AI chip startup Groq reportedly raising $650M after Nvidia's $20B deal

AI chip startup Groq is reportedly raising $650 million from existing backers to expand its inference cloud business, following Nvidia's reported $20 billion 'not-acqui-hire' of the company. The round is being led by interim CEO/CFO Adam Winter, per TechCrunch, and signals that even after Nvidia's massive talent-and-tech deal, Groq's standalone inference-cloud ambitions continue with fresh capital.
The structure is notable: a $20B not-acqui-hire — where Nvidia absorbs key talent and technology without a full acquisition — followed by a separate $650M growth round suggests Groq's inference-cloud entity persists as a going concern. Groq's pitch has long been ultra-low-latency inference via its LPU architecture, positioned against GPU-based serving for high-throughput, latency-sensitive workloads.
Mechanically, the timing dovetails with the industry's pivot toward inference economics. As enterprises battle runaway token bills (Amazon's tokenmaxxing crackdown, Google's Flash pitch), specialized inference hardware that lowers cost-per-token becomes strategically valuable — which helps explain both Nvidia's interest and the fresh capital.
Competitively, the arrangement keeps Groq in the market while giving Nvidia inference optionality and hedging its GPU-centric model. Skeptics will question the unusual deal structure and whether a $650M raise can meaningfully scale an inference cloud against Nvidia's own offerings and AWS/Azure/Google's managed inference. Watch how Groq deploys the capital, whether the Nvidia relationship constrains or enables its cloud business, and how inference-specialist economics hold up as frontier models keep cutting prices.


• Work instruction
Search the records for the string "button", then copy each line where it appears.

*** Data records Section Begins ***

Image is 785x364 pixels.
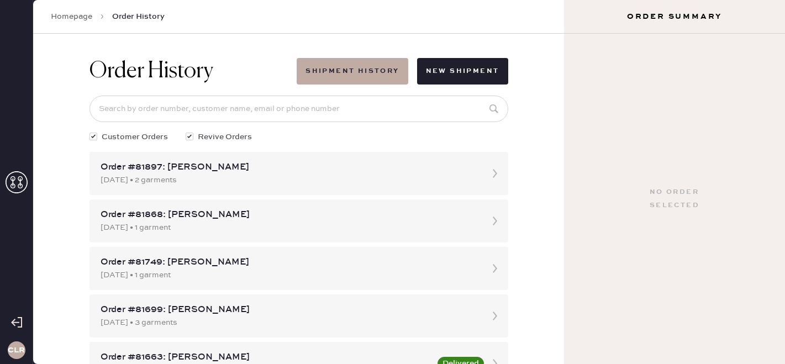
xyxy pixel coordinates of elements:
[101,316,477,329] div: [DATE] • 3 garments
[101,303,477,316] div: Order #81699: [PERSON_NAME]
[297,58,408,85] button: Shipment History
[112,11,165,22] span: Order History
[649,186,699,212] div: No order selected
[102,131,168,143] span: Customer Orders
[732,314,780,362] iframe: Front Chat
[101,174,477,186] div: [DATE] • 2 garments
[198,131,252,143] span: Revive Orders
[51,11,92,22] a: Homepage
[101,269,477,281] div: [DATE] • 1 garment
[8,346,25,354] h3: CLR
[89,58,213,85] h1: Order History
[101,256,477,269] div: Order #81749: [PERSON_NAME]
[101,221,477,234] div: [DATE] • 1 garment
[101,161,477,174] div: Order #81897: [PERSON_NAME]
[89,96,508,122] input: Search by order number, customer name, email or phone number
[417,58,508,85] button: New Shipment
[101,208,477,221] div: Order #81868: [PERSON_NAME]
[101,351,431,364] div: Order #81663: [PERSON_NAME]
[564,11,785,22] h3: Order Summary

*** Data records Section Ends ***

• Written answer
[297,58,408,85] button: Shipment History
[417,58,508,85] button: New Shipment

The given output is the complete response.